Step 2: Creating a payments cassette plug-in
In this part of the tutorial you will create the payments cassette plug-in. In order to create the plug-in, you do know the following prerequisite tasks:
- Be familiar with Java programming
- Review the Payment plug-in specification
- Review the API information related to the plug-in specification: com.ibm.commerce.payments.plugin.Plugin or com.ibm.commerce.payments.plugin.QueryablePlugin
This tutorial uses WebSphere Commerce Developer as the development tool.
To create the payments cassette plug-in, do the following tasks:
You have created "MyWCPaymentsPlugin" and you are ready to test it in IBM WebSphere Commerce Developer. You must set up the remote Payment server (which is the old implementation of IBM WebSphere Commerce Payments) on another machine and configure your WebSphere Commerce Developer to use the remote payment server.
- In WebSphere Commerce Developer, create a new EJB project
- Click File > New > EJB Project.
- In the Name field, type Payments-Plugin-MyWCPayments.
- For EJB version, select 2.0.
- Select Add module to an EAR project.
- For EAR project, select WC.
- Click Finish.
- In the Project Explorer:
You should add any jar files that you want your plug-in to use WebSphereCommerceServerExtensionData.jar enables you to use any class in IBM WebSphere Commerce, including the Payments-Plugin.jar.
- Click Payments-Plugin-MyWCPayments.
- Select Project > Properties.
- Add the Java JAR dependencies for WebSphereCommerceServerExtensionData.jar and lib/payment/etilCal.zip:
- Select the check boxes and click OK.
- Create an Enterprise Bean:
- Select the Payments-Plugin-MyWCPayments project.
- Select File > New > Enterprise Bean.
- Select Session Bean.
- In the EJB Project field, select Payments-Plugin-MyWCPayments.
- In the Bean name field, type MyWCPaymentsPlugin.
- In the source folder field, select ejbModule.
- In the Default package field, type com.ibm.commerce.payments.plugin.mywcpayments.bean .
- Click Next.
- In the Enterprise Bean Details page, in the Session type field, select Stateless. In the Transaction type field, select Container. Select Remote client view and click Next.

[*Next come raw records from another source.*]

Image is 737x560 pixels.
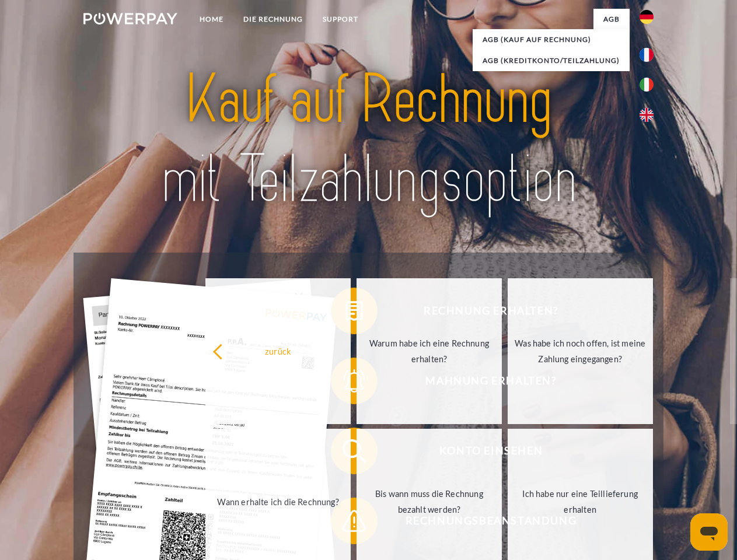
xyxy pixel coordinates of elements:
div: Wann erhalte ich die Rechnung? [213,494,344,509]
a: AGB (Kreditkonto/Teilzahlung) [473,50,630,72]
a: SUPPORT [312,8,368,30]
img: en [640,108,653,122]
a: agb [594,8,630,30]
img: it [640,77,653,91]
div: Bis wann muss die Rechnung bezahlt werden? [363,486,495,518]
img: logo-powerpay-white.svg [84,13,177,24]
div: Was habe ich noch offen, ist meine Zahlung eingegangen? [515,336,646,367]
img: title-powerpay_de.svg [111,56,626,223]
a: Was habe ich noch offen, ist meine Zahlung eingegangen? [507,279,653,424]
a: AGB (Kauf auf Rechnung) [473,29,630,50]
iframe: Schaltfläche zum Öffnen des Messaging-Fensters [690,514,728,551]
img: fr [640,48,653,62]
img: de [640,10,653,24]
div: zurück [213,344,344,359]
div: Warum habe ich eine Rechnung erhalten? [363,336,495,367]
a: DIE RECHNUNG [233,8,312,30]
div: Ich habe nur eine Teillieferung erhalten [515,486,646,518]
a: Home [190,8,233,30]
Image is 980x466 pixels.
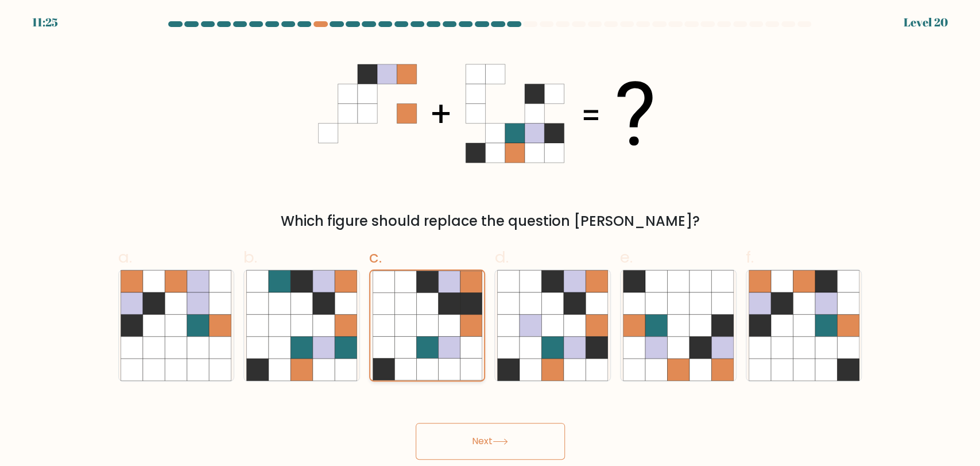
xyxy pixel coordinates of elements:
span: c. [369,246,381,268]
div: 11:25 [32,14,58,31]
button: Next [415,423,565,459]
div: Which figure should replace the question [PERSON_NAME]? [125,211,856,231]
span: e. [620,246,632,268]
span: f. [746,246,754,268]
span: a. [118,246,132,268]
span: b. [243,246,257,268]
span: d. [495,246,508,268]
div: Level 20 [904,14,948,31]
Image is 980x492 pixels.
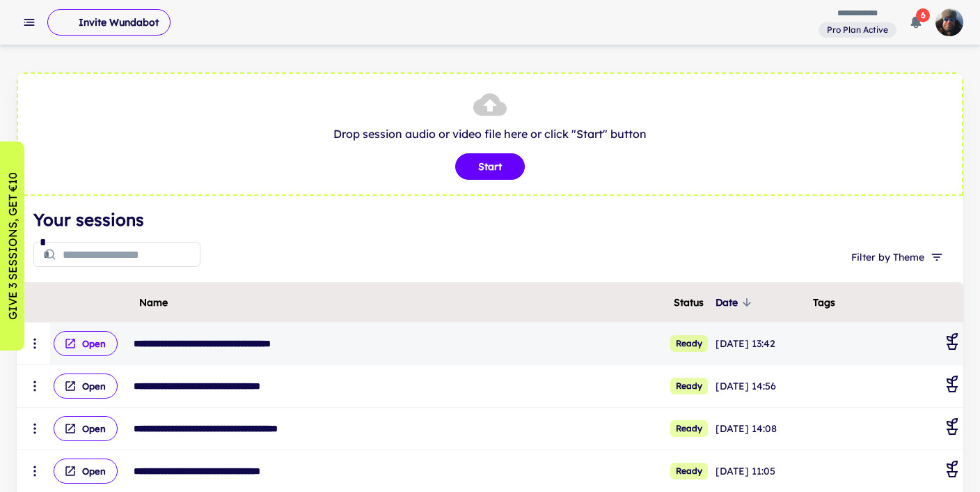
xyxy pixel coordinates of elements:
span: Invite Wundabot to record a meeting [47,8,170,36]
a: View and manage your current plan and billing details. [819,21,896,38]
div: Coaching [944,333,960,354]
button: Filter by Theme [846,244,947,270]
span: Status [674,294,704,310]
button: Start [455,153,525,179]
img: photoURL [936,8,963,36]
span: Ready [670,377,708,394]
td: [DATE] 14:56 [713,365,810,408]
span: Ready [670,420,708,436]
button: Open [53,416,117,441]
button: Open [53,331,117,356]
td: [DATE] 14:08 [713,408,810,450]
span: Ready [670,335,708,352]
div: Coaching [944,418,960,439]
button: 6 [902,8,930,36]
div: Coaching [944,460,960,481]
span: Pro Plan Active [822,24,893,36]
span: Ready [670,462,708,479]
td: [DATE] 13:42 [713,322,810,365]
button: Open [53,458,117,484]
p: Drop session audio or video file here or click "Start" button [32,125,948,142]
div: Coaching [944,375,960,396]
span: Date [715,294,756,310]
p: GIVE 3 SESSIONS, GET €10 [4,172,21,320]
button: Open [53,373,117,398]
h4: Your sessions [33,207,947,232]
span: View and manage your current plan and billing details. [819,23,896,36]
span: Name [139,294,167,310]
span: Tags [813,294,835,310]
button: Invite Wundabot [47,9,170,35]
span: 6 [916,8,930,23]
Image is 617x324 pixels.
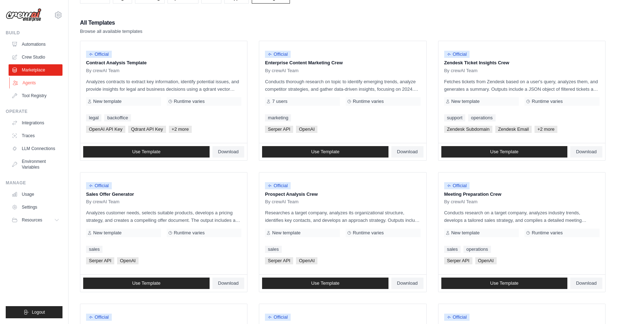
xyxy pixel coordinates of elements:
a: Use Template [262,146,389,158]
a: Use Template [83,146,210,158]
span: OpenAI [117,257,139,264]
span: Runtime varies [353,230,384,236]
img: Logo [6,8,41,22]
span: By crewAI Team [444,199,478,205]
span: Official [265,182,291,189]
p: Prospect Analysis Crew [265,191,420,198]
a: sales [444,246,461,253]
span: OpenAI [296,257,318,264]
span: Official [444,314,470,321]
a: Integrations [9,117,63,129]
span: Runtime varies [174,230,205,236]
span: New template [451,99,480,104]
p: Researches a target company, analyzes its organizational structure, identifies key contacts, and ... [265,209,420,224]
a: operations [464,246,491,253]
a: Marketplace [9,64,63,76]
a: Download [213,278,245,289]
a: Environment Variables [9,156,63,173]
a: operations [468,114,496,121]
span: 7 users [272,99,288,104]
p: Conducts research on a target company, analyzes industry trends, develops a tailored sales strate... [444,209,600,224]
span: By crewAI Team [265,199,299,205]
a: Automations [9,39,63,50]
span: Official [86,182,112,189]
span: Use Template [311,280,339,286]
a: Agents [9,77,63,89]
span: Runtime varies [174,99,205,104]
span: New template [93,230,121,236]
a: Download [213,146,245,158]
span: Use Template [132,280,160,286]
span: Official [444,182,470,189]
a: LLM Connections [9,143,63,154]
span: Official [444,51,470,58]
span: Runtime varies [532,230,563,236]
a: Download [391,278,424,289]
span: Official [265,314,291,321]
span: Download [397,149,418,155]
p: Conducts thorough research on topic to identify emerging trends, analyze competitor strategies, a... [265,78,420,93]
a: marketing [265,114,291,121]
span: By crewAI Team [265,68,299,74]
span: Zendesk Subdomain [444,126,493,133]
span: Official [265,51,291,58]
span: Use Template [490,149,519,155]
span: New template [451,230,480,236]
a: Use Template [441,146,568,158]
button: Resources [9,214,63,226]
a: Traces [9,130,63,141]
span: Zendesk Email [495,126,532,133]
span: Download [397,280,418,286]
a: Download [570,146,603,158]
span: Qdrant API Key [128,126,166,133]
span: New template [272,230,300,236]
span: Logout [32,309,45,315]
a: Settings [9,201,63,213]
span: Use Template [311,149,339,155]
span: OpenAI [475,257,497,264]
a: sales [86,246,103,253]
span: +2 more [169,126,192,133]
p: Analyzes customer needs, selects suitable products, develops a pricing strategy, and creates a co... [86,209,241,224]
a: Use Template [262,278,389,289]
span: Download [576,149,597,155]
a: backoffice [104,114,131,121]
span: Download [576,280,597,286]
span: +2 more [535,126,558,133]
span: Serper API [265,126,293,133]
p: Sales Offer Generator [86,191,241,198]
p: Zendesk Ticket Insights Crew [444,59,600,66]
span: Download [218,280,239,286]
span: OpenAI [296,126,318,133]
span: Serper API [265,257,293,264]
span: By crewAI Team [86,199,120,205]
a: Usage [9,189,63,200]
span: Use Template [132,149,160,155]
button: Logout [6,306,63,318]
span: Official [86,51,112,58]
span: Resources [22,217,42,223]
div: Build [6,30,63,36]
a: legal [86,114,101,121]
p: Contract Analysis Template [86,59,241,66]
span: By crewAI Team [444,68,478,74]
p: Browse all available templates [80,28,143,35]
span: Download [218,149,239,155]
p: Meeting Preparation Crew [444,191,600,198]
span: Serper API [86,257,114,264]
span: Use Template [490,280,519,286]
h2: All Templates [80,18,143,28]
a: support [444,114,465,121]
a: Use Template [441,278,568,289]
p: Analyzes contracts to extract key information, identify potential issues, and provide insights fo... [86,78,241,93]
a: sales [265,246,281,253]
p: Enterprise Content Marketing Crew [265,59,420,66]
span: Runtime varies [532,99,563,104]
div: Operate [6,109,63,114]
a: Use Template [83,278,210,289]
a: Tool Registry [9,90,63,101]
span: By crewAI Team [86,68,120,74]
span: New template [93,99,121,104]
p: Fetches tickets from Zendesk based on a user's query, analyzes them, and generates a summary. Out... [444,78,600,93]
div: Manage [6,180,63,186]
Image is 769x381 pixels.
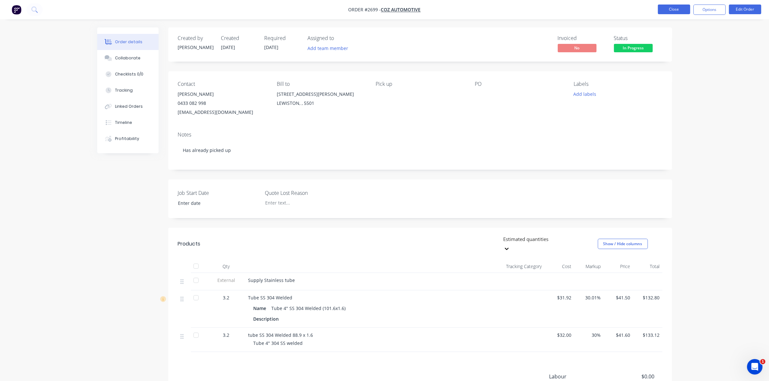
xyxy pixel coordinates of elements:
div: [PERSON_NAME] [178,44,213,51]
span: Labour [549,373,607,381]
span: $41.50 [606,294,630,301]
span: [DATE] [264,44,279,50]
label: Job Start Date [178,189,259,197]
span: In Progress [614,44,653,52]
span: $0.00 [606,373,654,381]
div: [STREET_ADDRESS][PERSON_NAME] [277,90,365,99]
div: Contact [178,81,266,87]
div: Timeline [115,120,132,126]
div: 0433 082 998 [178,99,266,108]
button: In Progress [614,44,653,54]
button: Edit Order [729,5,761,14]
span: $31.92 [547,294,571,301]
div: Products [178,240,201,248]
div: [PERSON_NAME] [178,90,266,99]
div: Cost [544,260,574,273]
iframe: Intercom live chat [747,359,762,375]
div: Invoiced [558,35,606,41]
div: Checklists 0/0 [115,71,143,77]
input: Enter date [173,199,254,208]
button: Checklists 0/0 [97,66,159,82]
span: Supply Stainless tube [248,277,295,283]
span: $41.60 [606,332,630,339]
button: Profitability [97,131,159,147]
div: Created [221,35,257,41]
div: Tracking Category [472,260,544,273]
div: Labels [573,81,662,87]
span: 30.01% [576,294,601,301]
span: 3.2 [223,332,230,339]
button: Add labels [570,90,600,98]
button: Options [693,5,726,15]
span: $132.80 [635,294,659,301]
div: Has already picked up [178,140,662,160]
div: [EMAIL_ADDRESS][DOMAIN_NAME] [178,108,266,117]
div: Pick up [376,81,464,87]
span: 1 [760,359,765,365]
div: Required [264,35,300,41]
button: Timeline [97,115,159,131]
div: LEWISTON, , 5501 [277,99,365,108]
button: Close [658,5,690,14]
div: Assigned to [308,35,372,41]
div: Order details [115,39,142,45]
button: Add team member [304,44,351,53]
span: Tube SS 304 Welded [248,295,293,301]
span: $32.00 [547,332,571,339]
span: 3.2 [223,294,230,301]
div: Created by [178,35,213,41]
div: Qty [207,260,246,273]
div: Notes [178,132,662,138]
button: Tracking [97,82,159,98]
span: No [558,44,596,52]
div: Linked Orders [115,104,143,109]
div: Markup [574,260,603,273]
div: Tube 4" SS 304 Welded (101.6x1.6) [269,304,348,313]
div: Description [253,314,282,324]
div: Name [253,304,269,313]
div: Profitability [115,136,139,142]
span: tube SS 304 Welded 88.9 x 1.6 [248,332,313,338]
span: External [210,277,243,284]
span: Tube 4" 304 SS welded [253,340,303,346]
div: [STREET_ADDRESS][PERSON_NAME]LEWISTON, , 5501 [277,90,365,110]
button: Linked Orders [97,98,159,115]
span: [DATE] [221,44,235,50]
div: Collaborate [115,55,140,61]
div: Total [633,260,662,273]
div: Tracking [115,88,133,93]
button: Add team member [308,44,352,53]
div: Bill to [277,81,365,87]
span: Order #2699 - [348,7,381,13]
div: [PERSON_NAME]0433 082 998[EMAIL_ADDRESS][DOMAIN_NAME] [178,90,266,117]
div: Price [603,260,633,273]
button: Order details [97,34,159,50]
span: $133.12 [635,332,659,339]
label: Quote Lost Reason [265,189,345,197]
div: Status [614,35,662,41]
button: Collaborate [97,50,159,66]
button: Show / Hide columns [598,239,648,249]
a: Coz Automotive [381,7,421,13]
div: PO [475,81,563,87]
span: 30% [576,332,601,339]
img: Factory [12,5,21,15]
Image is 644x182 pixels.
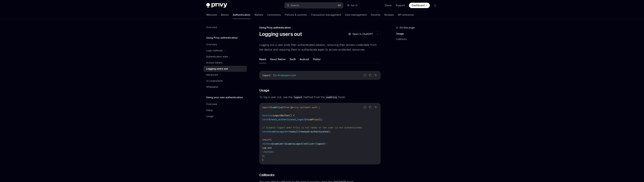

- In the "Which interfaces should the remote interface extend?" field, type com.ibm.commerce.payments.plugin.QueryablePlugin. Click Finish.
- Now that you have a session bean payment plug-in created, add the logic for your design to the MyWCPaymentsPluginBean.java. For this tutorial, you just import the files from the attached Payments-Plugin-MyWCPayments.jar file and override the source code when you import the project.
- For the NLV messages, you should create the properties files for your payment plug-in. In this tutorial, the MyWCPaymentsPluginErrorMessages_*.properties files are included in Payments-PluginPayments-Plugin-MyWCPayments.jar\com\ibm\commerce\payments\plugin\mywcpayments\util
- Create the payment plug-in descriptor or other configuration files required by your payment plug-in. For the payments cassette plug-in, you need PluginDeployment.xml, and cassette profiles to connect to the old implementation of WebSphere Commerce Payments. They are included in Payments-Plugin-MyWCPayments.jar. Copy the MyWCPaymentsPlugin directory and its content to the following directory:WCDE_installdir\xml\config\payments\ppc\plugins
- Generate deployment code for the enterprise bean MyWCPaymentsPlugin:
In J2EE perspective,
- Select the Payments-Plugin-MyWCPayments>Deployment Descriptor:Payments-Plugin-MyWCPayments>Session Beans>Payments-Plugin-MyWCPayments to highlight it.
- Right-click and select deploy.
- Build the Payments-Plugin-MyWCPayments project in WebSphere Commerce Developer if your Rational Application Developer environment is not configured to build automatically.
- Republish WebSphere Commerce Test Server.
In the next step of the tutorial you will learn how to configure the remote payment instance.